Free-Range vs Tractored

protodon

Songster
10 Years
Mar 3, 2009
390
4
131
Nottingham,PA
Okay ,I have yet to raise any meat variety of anything. Right now i have been culling extra roosters but I was thinking about getting some pekins and some colored rangers. Originally I was just going to let them free-range with the rest of my flock. But I got to thinking about building a chicken ark or tractor because my culled roosters are very lean and have little breast meat. They are mostly buff orp crosses and about 20 weeks old when culled. So I wouldn't expect much meat from them anyway since they seem to take at least 6 months to get any reasonable amount of breast meat. I feed my entire flock about once a day and they eat it all up real quick then forage and run around my 1 acre the rest of the day. They also get cracked corn and things like that. As I go in and out of the shed, I toss some out for them. Now I was wondering if keeping birds in closer quarters would make them bigger/meatier? Perhaps it's common sense since they are getting less exercise but then wouldn't they have more fat rather than more muscle? Anyone have any thoughts on this?
 
Salatin explains it like this. If you completely free range your birds, they will eat all the good tasty stuff and that is all they will eat. In other words, the ice cream. They need to eat their broccoli and spinach, too.

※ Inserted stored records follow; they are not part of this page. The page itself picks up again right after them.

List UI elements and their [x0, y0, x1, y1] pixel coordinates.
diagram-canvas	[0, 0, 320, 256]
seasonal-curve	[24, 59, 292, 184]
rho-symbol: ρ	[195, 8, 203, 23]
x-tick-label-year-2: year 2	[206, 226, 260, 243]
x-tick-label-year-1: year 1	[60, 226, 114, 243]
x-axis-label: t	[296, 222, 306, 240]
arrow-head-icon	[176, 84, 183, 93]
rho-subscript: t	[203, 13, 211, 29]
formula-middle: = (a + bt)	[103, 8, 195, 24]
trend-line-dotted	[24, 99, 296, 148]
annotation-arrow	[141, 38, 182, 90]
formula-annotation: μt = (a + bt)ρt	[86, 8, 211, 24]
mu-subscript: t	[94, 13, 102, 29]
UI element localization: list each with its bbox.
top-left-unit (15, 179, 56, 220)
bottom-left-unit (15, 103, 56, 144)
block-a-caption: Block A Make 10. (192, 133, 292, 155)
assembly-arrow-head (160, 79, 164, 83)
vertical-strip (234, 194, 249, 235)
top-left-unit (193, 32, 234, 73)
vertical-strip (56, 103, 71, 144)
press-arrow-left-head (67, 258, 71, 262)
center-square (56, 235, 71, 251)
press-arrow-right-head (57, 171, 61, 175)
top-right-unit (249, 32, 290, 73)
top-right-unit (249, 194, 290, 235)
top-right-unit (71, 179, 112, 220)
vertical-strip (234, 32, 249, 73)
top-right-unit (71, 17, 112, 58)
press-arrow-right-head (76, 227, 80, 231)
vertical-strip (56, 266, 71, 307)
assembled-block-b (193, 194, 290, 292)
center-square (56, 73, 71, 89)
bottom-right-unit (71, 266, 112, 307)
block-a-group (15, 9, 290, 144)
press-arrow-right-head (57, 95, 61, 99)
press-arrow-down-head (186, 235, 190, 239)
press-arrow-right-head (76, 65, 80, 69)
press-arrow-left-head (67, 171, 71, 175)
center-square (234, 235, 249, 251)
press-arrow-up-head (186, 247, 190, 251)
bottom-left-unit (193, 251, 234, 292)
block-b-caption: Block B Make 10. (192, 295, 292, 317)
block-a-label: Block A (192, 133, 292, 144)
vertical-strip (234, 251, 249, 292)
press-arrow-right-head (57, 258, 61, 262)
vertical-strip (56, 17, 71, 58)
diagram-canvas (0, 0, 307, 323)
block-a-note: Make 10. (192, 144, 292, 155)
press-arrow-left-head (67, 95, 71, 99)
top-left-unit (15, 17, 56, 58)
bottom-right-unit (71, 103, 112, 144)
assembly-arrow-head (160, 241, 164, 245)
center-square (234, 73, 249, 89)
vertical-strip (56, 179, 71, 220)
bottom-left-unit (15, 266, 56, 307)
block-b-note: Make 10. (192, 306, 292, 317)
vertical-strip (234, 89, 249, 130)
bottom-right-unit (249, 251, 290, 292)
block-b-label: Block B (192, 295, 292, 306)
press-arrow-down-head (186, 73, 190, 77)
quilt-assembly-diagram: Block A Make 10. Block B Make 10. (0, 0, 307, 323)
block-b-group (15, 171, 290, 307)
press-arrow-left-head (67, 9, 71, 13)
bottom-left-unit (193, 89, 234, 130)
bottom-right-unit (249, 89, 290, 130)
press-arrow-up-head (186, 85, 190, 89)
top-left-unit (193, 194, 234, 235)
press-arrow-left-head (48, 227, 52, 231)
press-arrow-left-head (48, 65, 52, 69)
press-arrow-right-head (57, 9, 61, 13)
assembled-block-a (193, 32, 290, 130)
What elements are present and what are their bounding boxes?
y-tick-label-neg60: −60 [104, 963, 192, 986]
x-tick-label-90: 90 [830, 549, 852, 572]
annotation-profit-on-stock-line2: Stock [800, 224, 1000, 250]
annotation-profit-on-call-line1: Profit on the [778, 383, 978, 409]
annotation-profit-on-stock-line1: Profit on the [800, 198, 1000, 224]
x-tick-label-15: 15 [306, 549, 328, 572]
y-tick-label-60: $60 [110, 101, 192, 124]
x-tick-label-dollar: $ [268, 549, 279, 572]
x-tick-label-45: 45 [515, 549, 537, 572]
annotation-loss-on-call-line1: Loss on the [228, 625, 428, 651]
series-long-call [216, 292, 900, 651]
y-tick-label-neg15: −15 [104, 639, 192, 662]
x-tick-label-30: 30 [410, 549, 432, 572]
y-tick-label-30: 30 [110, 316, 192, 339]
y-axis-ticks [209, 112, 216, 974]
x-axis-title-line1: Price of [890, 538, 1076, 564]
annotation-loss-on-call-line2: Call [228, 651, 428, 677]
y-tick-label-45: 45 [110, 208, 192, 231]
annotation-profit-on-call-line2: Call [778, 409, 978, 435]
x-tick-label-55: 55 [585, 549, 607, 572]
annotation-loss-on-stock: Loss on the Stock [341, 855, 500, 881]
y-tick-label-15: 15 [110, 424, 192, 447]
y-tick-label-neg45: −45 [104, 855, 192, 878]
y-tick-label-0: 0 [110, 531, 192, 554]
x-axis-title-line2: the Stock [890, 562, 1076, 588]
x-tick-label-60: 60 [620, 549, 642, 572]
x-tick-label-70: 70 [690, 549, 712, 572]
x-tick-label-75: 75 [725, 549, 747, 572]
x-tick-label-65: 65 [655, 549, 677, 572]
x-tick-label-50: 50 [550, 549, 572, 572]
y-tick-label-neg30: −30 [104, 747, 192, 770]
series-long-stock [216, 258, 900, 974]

You can get away with that with layers, but not so much with the meaties. Even if you are using electric poultry netting, you are still restricting their area for a period to force them to eat a little of everything before you move it.

Mind you I don't really know one way or the other, but that is his theory behind tractoring at any rate.

I think turkeys are different, since they get a lot more of their food from foraging than chickens do. Maybe that forces them to eat a variety.
 
I tractor my meat birds just because they are white and they seem to get pick off by the owls if they are out at dusk. In the tractor I have not a chicken loss to a predictor yet. The turkeys i have not been so lucky, neighbor dogs. But i feed my meat birds in the morning and about noon then leave them to eat down the area in the pen the rest of the day then move them again in the morning. Once every few days when young to twice just before butcher. The birds grow well i butcher the CX at 8-10 weeks and have huge birds, gotta feed the family. But the cornish/EE mixes i leave until they hit the 5ish lbs range then butcher them same strategy just longer time 16 weeks rings a bell.

Turkeys i tractor until they hit 5+ lbs then they get the tractor opened up and they get to range during the day and closed up at night back in the tractor.
 
I like my Cornish-X tractored. Never raised Freedom Rangers and gave up on Dual-purpose long ago.I like the faster growing chickens for personal reasons. Where beef should be slow grown for the meat to be marbled for quality meat.I like chicken grown faster. Some people like a little fat for it adds to the flavor. JMHO Will
 
Well I may need a tractor anyway for my young birds due to new predator (hawk) problems. i guess I could try a few meat birds in the tractor and a few free-range to see if there is any difference. Not sure why I didn't consider that before. I was just thinking all free-range or all tractor. Oh well, I guess talking it out helps!
 
Quote:
Salatin has some great info, and he's good at what he does, but here and there, I have to question what he says, due to my own experience. My dual-purp flock free-ranges every day, but they eat feed too, all by themselves. It's in the feeders in the coop, they wander in and out all day, eat greens, weed seeds, and bugs outside, wander inside and eat feed, go back out and forage. I have yet to see any poultry of any kind turn up their beaks at feed, just because forage is available.

Maybe I misunderstood that though, did you (or Salatin) mean they'll only eat the best of the greens, if given the option, plus the feed?

Broilers will generally spend all day at the feeder if you let them, to the point they will eat themselves to death if you don't take it away for a period every day. (after the first 2 or 3 weeks, that is, once they don't need lights to stay warm at night)
 
I have the same experience, my flock is let out to free range first thing in the morning and they go back in at night.
While they are in the coop they eat their layer food, when they are out roaming around the yard they eat grass, bugs etc.
I have seen them go in and out of the coop during the day, to lay eggs or whatever reason and they stop and eat out of the feeder.